ISAAC acceptances
The list of papers accepted to ISAAC 2009, the 20th International Symposium on Algorithms and Computation is now online. (I'd be happier if abstracts were also included, but they're not.)
I never had any thoughts of going to this one, but my colleague and frequent co-author Mike Goodrich has been excited about the possibility of a trip to Hawaii for months, and now he has a good excuse to go. He and his student Darren Strash have a paper there on succinct greedy embedding of planar graphs into the Euclidean plane (related to our previous work on greedy hyperbolic embedding). The idea is to use a version of the Leighton-Moitra embedding from FOCS 2008 (for 3-connected planar graphs, or more generally graphs containing an appropriate cactus subgraph) and show how to compute O(log n)-bit labels for the vertices in such a way that the embedded location of each vertex is a function (independent of the graph) of its label. In this way they get around the “cheating” aspect of much of the greedy embedding literature, that a single vertex location already encodes enough information by itself to represent an entire routing table.
Another result that I've heard of before, mentioned briefly in Erik Demaine's invited talk at WADS, is his paper (listing his last name as author twice in his usual egocentric style, also with Konjevodz and famed origamist Robert Lang) “Folding a Better Checkerboard”. If I remember correctly, they save a factor of two in the area of the starting sheet of origami paper (with different colors on its two sides) needed to fold a checkerboard of a given size (in which the two colors alternate to form an 8×8 grid of squares).
There are many more titles that look interesting to me but that I don't know a lot more about than the title itself. I'm sure it will be an interesting conference, and if you haven't already done your planning for Hawaii in December, now would be a good time.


- **Problem statement**:
Work through the listing below, copying each line that carries the word "Abundant".

- **Records to process**:
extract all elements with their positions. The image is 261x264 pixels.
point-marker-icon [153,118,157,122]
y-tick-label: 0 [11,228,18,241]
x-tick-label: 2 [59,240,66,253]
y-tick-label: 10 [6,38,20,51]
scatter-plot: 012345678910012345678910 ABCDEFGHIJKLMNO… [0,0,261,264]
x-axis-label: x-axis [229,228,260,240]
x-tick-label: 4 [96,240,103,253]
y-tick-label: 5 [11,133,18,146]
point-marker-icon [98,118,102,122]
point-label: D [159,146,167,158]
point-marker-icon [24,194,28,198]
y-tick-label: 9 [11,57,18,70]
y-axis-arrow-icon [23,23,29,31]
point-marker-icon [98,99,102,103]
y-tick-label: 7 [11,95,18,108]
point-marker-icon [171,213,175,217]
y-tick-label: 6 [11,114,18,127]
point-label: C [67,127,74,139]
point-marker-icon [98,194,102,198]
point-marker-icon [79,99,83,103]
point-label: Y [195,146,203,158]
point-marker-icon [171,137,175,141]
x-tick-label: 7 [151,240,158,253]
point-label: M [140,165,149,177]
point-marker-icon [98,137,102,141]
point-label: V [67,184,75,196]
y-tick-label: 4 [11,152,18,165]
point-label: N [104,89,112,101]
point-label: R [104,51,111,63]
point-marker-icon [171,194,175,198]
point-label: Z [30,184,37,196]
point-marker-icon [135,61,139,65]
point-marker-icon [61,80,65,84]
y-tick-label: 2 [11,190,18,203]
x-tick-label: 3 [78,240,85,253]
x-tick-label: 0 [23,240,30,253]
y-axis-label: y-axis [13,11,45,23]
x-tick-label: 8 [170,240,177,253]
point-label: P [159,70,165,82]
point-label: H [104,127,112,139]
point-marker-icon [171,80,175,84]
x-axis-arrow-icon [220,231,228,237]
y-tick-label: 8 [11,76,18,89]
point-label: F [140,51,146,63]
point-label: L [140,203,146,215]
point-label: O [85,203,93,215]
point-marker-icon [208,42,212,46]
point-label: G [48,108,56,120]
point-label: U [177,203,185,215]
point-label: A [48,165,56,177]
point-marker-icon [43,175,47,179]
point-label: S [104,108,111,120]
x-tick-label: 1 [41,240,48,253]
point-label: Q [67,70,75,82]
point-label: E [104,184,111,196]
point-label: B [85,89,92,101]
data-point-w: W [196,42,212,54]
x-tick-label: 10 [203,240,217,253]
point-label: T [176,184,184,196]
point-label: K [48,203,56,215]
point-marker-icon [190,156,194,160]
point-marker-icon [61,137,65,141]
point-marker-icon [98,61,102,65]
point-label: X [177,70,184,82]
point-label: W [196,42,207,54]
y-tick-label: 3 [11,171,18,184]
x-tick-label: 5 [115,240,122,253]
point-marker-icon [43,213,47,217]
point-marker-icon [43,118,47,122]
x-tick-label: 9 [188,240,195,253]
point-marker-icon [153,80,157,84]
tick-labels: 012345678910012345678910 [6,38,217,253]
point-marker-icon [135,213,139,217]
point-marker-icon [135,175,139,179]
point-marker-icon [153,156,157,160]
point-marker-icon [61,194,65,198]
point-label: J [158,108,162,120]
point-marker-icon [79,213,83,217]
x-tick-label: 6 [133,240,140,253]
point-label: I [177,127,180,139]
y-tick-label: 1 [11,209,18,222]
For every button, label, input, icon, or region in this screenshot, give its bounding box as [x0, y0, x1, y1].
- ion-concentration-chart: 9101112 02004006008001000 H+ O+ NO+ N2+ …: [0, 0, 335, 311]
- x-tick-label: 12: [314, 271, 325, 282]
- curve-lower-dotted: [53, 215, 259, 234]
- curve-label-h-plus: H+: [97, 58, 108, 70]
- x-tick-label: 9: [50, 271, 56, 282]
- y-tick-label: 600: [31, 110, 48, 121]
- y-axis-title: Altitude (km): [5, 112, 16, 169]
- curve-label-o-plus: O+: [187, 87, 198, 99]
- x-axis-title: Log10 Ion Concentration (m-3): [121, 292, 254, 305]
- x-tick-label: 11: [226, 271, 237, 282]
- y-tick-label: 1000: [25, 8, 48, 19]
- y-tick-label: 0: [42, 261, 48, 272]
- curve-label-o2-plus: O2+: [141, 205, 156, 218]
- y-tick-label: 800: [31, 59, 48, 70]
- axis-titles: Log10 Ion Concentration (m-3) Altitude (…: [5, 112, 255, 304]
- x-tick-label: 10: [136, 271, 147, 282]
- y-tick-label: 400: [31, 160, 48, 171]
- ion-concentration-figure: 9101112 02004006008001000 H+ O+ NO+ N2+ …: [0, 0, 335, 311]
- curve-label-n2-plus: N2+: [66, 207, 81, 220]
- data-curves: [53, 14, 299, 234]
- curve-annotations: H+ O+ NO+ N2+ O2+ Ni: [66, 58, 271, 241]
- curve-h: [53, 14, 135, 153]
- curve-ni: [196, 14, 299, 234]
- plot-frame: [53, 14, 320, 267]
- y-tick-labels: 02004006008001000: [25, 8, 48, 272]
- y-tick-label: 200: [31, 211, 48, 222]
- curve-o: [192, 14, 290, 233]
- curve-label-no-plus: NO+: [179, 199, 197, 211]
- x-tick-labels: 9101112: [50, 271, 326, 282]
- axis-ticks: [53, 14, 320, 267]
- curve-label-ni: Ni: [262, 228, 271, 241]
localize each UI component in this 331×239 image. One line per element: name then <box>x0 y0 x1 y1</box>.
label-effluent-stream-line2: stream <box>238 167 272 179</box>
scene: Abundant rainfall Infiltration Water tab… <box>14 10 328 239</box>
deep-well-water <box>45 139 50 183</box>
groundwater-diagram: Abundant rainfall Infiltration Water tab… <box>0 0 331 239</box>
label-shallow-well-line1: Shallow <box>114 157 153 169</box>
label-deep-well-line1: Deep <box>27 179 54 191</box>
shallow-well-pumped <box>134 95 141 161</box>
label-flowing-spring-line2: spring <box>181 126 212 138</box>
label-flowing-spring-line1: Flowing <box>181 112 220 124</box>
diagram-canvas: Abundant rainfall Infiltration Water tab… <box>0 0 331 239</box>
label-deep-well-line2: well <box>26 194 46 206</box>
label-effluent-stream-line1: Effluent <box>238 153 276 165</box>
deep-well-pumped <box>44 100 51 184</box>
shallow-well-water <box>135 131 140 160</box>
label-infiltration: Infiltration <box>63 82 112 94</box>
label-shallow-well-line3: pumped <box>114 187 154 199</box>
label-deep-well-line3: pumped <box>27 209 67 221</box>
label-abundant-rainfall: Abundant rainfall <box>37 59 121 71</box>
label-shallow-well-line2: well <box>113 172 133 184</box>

- **Task output**:
scene: Abundant rainfall Infiltration Water tab… <box>14 10 328 239</box>
groundwater-diagram: Abundant rainfall Infiltration Water tab… <box>0 0 331 239</box>
diagram-canvas: Abundant rainfall Infiltration Water tab… <box>0 0 331 239</box>
label-abundant-rainfall: Abundant rainfall <box>37 59 121 71</box>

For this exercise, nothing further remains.